No-one told Kelsea to “be careful” in the writing sessions, which were dubbed “heart camps”. The results take different directions. High-energy bop ‘Baggage’ spends 153 seconds in the air with Kelsea surrendering to love and the many suitcases it comes with, which appear on the album artwork too. It becomes her modern musician on tour story, a nod to her early sound, as she sings “Home is when you’re with me” in one of the verses, and “I wouldn’t want to do it with anybody else” in the chorus.

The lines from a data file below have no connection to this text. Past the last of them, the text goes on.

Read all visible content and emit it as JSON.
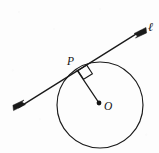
{
  "figure": {
    "title": "Tangent line to a circle at point P",
    "background_color": "#fdfdfd",
    "ink_color": "#1a1a1a",
    "width": 159,
    "height": 153,
    "labels": {
      "point_p": "P",
      "center_o": "O",
      "line_l": "ℓ"
    },
    "geometry": {
      "circle": {
        "center_x": 100,
        "center_y": 105,
        "radius": 43,
        "stroke_width": 1.15
      },
      "center_dot": {
        "cx": 99,
        "cy": 103,
        "r": 2.3
      },
      "tangent_point": {
        "x": 76.5,
        "y": 69.5
      },
      "tangent_line": {
        "x1": 14,
        "y1": 110,
        "x2": 145,
        "y2": 28,
        "stroke_width": 1.35,
        "arrow_both_ends": true
      },
      "radius_segment": {
        "x1": 76.5,
        "y1": 69.5,
        "x2": 99,
        "y2": 103,
        "stroke_width": 1.2
      },
      "right_angle_marker": {
        "size": 11,
        "vertex_x": 76.5,
        "vertex_y": 69.5
      }
    },
    "label_positions": {
      "point_p": {
        "x": 67,
        "y": 65
      },
      "center_o": {
        "x": 104,
        "y": 110
      },
      "line_l": {
        "x": 148,
        "y": 31
      }
    }
  }
}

‘WAIT!’ joins ‘Baggage’ as one of the record’s highlights. An energetic interjection, it was penned towards the end of the process to fill a hole in the story of ‘PATTERNS’. It’s the truth of being a woman in the 21st-century, all text conversations and channelling her own Taylor. The album was written with a live sound in mind, and this is a prime example, set to fill the arenas she’s announced in the US. It’s a little like Maisie Peters, who’s been confirmed as a tour opener.

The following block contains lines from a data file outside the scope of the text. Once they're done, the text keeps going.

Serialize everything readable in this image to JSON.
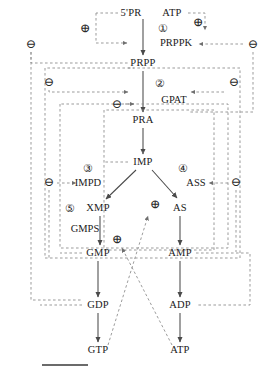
{
  "diagram": {
    "colors": {
      "reaction_arrow": "#4a4a4a",
      "regulation_line": "#8a8a8a",
      "text": "#1a1a1a",
      "background": "#ffffff"
    },
    "legend": {
      "solid_meaning": "reaction",
      "dashed_meaning": "feedback regulation",
      "plus_symbol": "⊕",
      "minus_symbol": "⊖",
      "plus_meaning": "activation",
      "minus_meaning": "inhibition"
    }
  },
  "metabolites": [
    {
      "id": "r5p",
      "label": "5'PR",
      "x": 131,
      "y": 13
    },
    {
      "id": "atp_t",
      "label": "ATP",
      "x": 172,
      "y": 13
    },
    {
      "id": "prpp",
      "label": "PRPP",
      "x": 143,
      "y": 63
    },
    {
      "id": "pra",
      "label": "PRA",
      "x": 143,
      "y": 120
    },
    {
      "id": "imp",
      "label": "IMP",
      "x": 143,
      "y": 162
    },
    {
      "id": "xmp",
      "label": "XMP",
      "x": 98,
      "y": 208
    },
    {
      "id": "as",
      "label": "AS",
      "x": 180,
      "y": 208
    },
    {
      "id": "gmp",
      "label": "GMP",
      "x": 98,
      "y": 253
    },
    {
      "id": "amp",
      "label": "AMP",
      "x": 180,
      "y": 253
    },
    {
      "id": "gdp",
      "label": "GDP",
      "x": 98,
      "y": 305
    },
    {
      "id": "adp",
      "label": "ADP",
      "x": 180,
      "y": 305
    },
    {
      "id": "gtp",
      "label": "GTP",
      "x": 98,
      "y": 350
    },
    {
      "id": "atp_b",
      "label": "ATP",
      "x": 180,
      "y": 350
    }
  ],
  "enzymes": [
    {
      "id": "prppk",
      "label": "PRPPK",
      "x": 176,
      "y": 43,
      "number": "①",
      "num_x": 163,
      "num_y": 28
    },
    {
      "id": "gpat",
      "label": "GPAT",
      "x": 174,
      "y": 100,
      "number": "②",
      "num_x": 160,
      "num_y": 83
    },
    {
      "id": "impd",
      "label": "IMPD",
      "x": 88,
      "y": 183,
      "number": "③",
      "num_x": 88,
      "num_y": 168
    },
    {
      "id": "ass",
      "label": "ASS",
      "x": 196,
      "y": 183,
      "number": "④",
      "num_x": 183,
      "num_y": 168
    },
    {
      "id": "gmps",
      "label": "GMPS",
      "x": 85,
      "y": 229,
      "number": "⑤",
      "num_x": 70,
      "num_y": 208
    }
  ],
  "regulators": [
    {
      "id": "plus-prppk-right",
      "symbol": "⊕",
      "x": 198,
      "y": 22
    },
    {
      "id": "plus-prpp-left",
      "symbol": "⊕",
      "x": 85,
      "y": 28
    },
    {
      "id": "minus-left-1",
      "symbol": "⊖",
      "x": 31,
      "y": 44
    },
    {
      "id": "minus-right-1",
      "symbol": "⊖",
      "x": 253,
      "y": 44
    },
    {
      "id": "minus-left-2",
      "symbol": "⊖",
      "x": 49,
      "y": 82
    },
    {
      "id": "minus-right-2",
      "symbol": "⊖",
      "x": 234,
      "y": 82
    },
    {
      "id": "minus-pra",
      "symbol": "⊖",
      "x": 117,
      "y": 104
    },
    {
      "id": "minus-impd",
      "symbol": "⊖",
      "x": 49,
      "y": 182
    },
    {
      "id": "minus-ass",
      "symbol": "⊖",
      "x": 236,
      "y": 182
    },
    {
      "id": "plus-as",
      "symbol": "⊕",
      "x": 155,
      "y": 204
    },
    {
      "id": "plus-gmp",
      "symbol": "⊕",
      "x": 117,
      "y": 239
    }
  ],
  "reactions": [
    {
      "from": "5'PR + ATP",
      "to": "PRPP",
      "enzyme": "PRPPK"
    },
    {
      "from": "PRPP",
      "to": "PRA",
      "enzyme": "GPAT"
    },
    {
      "from": "PRA",
      "to": "IMP",
      "enzyme": ""
    },
    {
      "from": "IMP",
      "to": "XMP",
      "enzyme": "IMPD"
    },
    {
      "from": "IMP",
      "to": "AS",
      "enzyme": "ASS"
    },
    {
      "from": "XMP",
      "to": "GMP",
      "enzyme": "GMPS"
    },
    {
      "from": "AS",
      "to": "AMP",
      "enzyme": ""
    },
    {
      "from": "GMP",
      "to": "GDP",
      "enzyme": ""
    },
    {
      "from": "AMP",
      "to": "ADP",
      "enzyme": ""
    },
    {
      "from": "GDP",
      "to": "GTP",
      "enzyme": ""
    },
    {
      "from": "ADP",
      "to": "ATP",
      "enzyme": ""
    }
  ]
}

Meanwhile, ‘Nothing Really Matters’ has Sheryl Crow vibes, as thick harmonies on the chorus contrast beautifully with Kelsea’s conversational style over the dreamy music in the verses.

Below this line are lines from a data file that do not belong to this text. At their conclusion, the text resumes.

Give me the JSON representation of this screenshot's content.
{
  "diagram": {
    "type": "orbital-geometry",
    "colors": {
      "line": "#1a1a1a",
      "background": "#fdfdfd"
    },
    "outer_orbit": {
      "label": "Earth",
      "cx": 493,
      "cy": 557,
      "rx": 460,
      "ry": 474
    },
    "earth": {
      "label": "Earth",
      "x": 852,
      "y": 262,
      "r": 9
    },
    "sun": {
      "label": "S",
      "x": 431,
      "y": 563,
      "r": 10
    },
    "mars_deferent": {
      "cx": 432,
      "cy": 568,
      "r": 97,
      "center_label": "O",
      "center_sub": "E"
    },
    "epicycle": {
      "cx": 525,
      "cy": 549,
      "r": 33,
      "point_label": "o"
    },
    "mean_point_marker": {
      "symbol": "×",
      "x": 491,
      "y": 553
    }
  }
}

Little moments dot another path: internalised love song ‘First Rodeo’, the romantic and sexy ‘Deep’, and the uncertainty underpinning ‘How Much Do You Love Me?’ where she asks “Would you back away if my jokes weren’t funny?” In the self-affirming ‘Beg For Your Love’, Kelsea channels Lady A’s Hillary Scott by singing: “If you want a chase, I won’t run.”

There’s moments of simplicity too, like the contradicting details woven into solo write ‘Two Things’, when she asks “Are we turning into people we used to know?”, or the visible growth on ‘We Broke Up’. Sure, she admits, “I could take a deep dive in the details”, but there’s no need to overthink things. “It’s as simple as, we broke up.”  It may be a “tale as old as time” (her words), but splendidly redone in her own perspective.

‘Cowboys Cry Too’ is the only place the Y chromosome gets a look in. After performing with Kelsea at the ACM Awards, Noah Kahan offers male vulnerability on the issue of toxic masculinity. She had the chorus before reaching out to Noah, who wrote about how you can’t outdrive pain whilst on his huge tour. Its easy chorus - “When he’s showing his skin, letting me in, that’s when he’s toughest to me. I never knew cowboys cry, too” – shines through.

‘I Would, Would You’ explains why you should cling to your friends, regardless of whether the parallel relationships falter or fly. ‘This Time, Last Year’ sheds the skin of last year’s EP, battling through, and starting fresh. Kelsea sings: “I came out on the other side. The devil said hi. Baby, baby, look at me now.” It is a beautiful sentiment before heading into the short coda of ‘Did You Make It Home’.

Inevitable Kacey Musgraves comparisons will emerge - there are elements of ‘star-crossed’ and ‘Deeper Well’ in the sound - but this is Kelsea’s story. She’s a mascot for her own brand of golden.

In ‘PATTERNS’, Kelsea found her place, assessed how she got there, and reaches out to others with her own welcome mat. Her personal growth helped her turn out OK, and it feels cathartic. While she sings “two things can be true”, the recurring contrasts suggest an oversimplification. Thousands of things can be true simultaneously, and one of those truths is, Kelsea rules.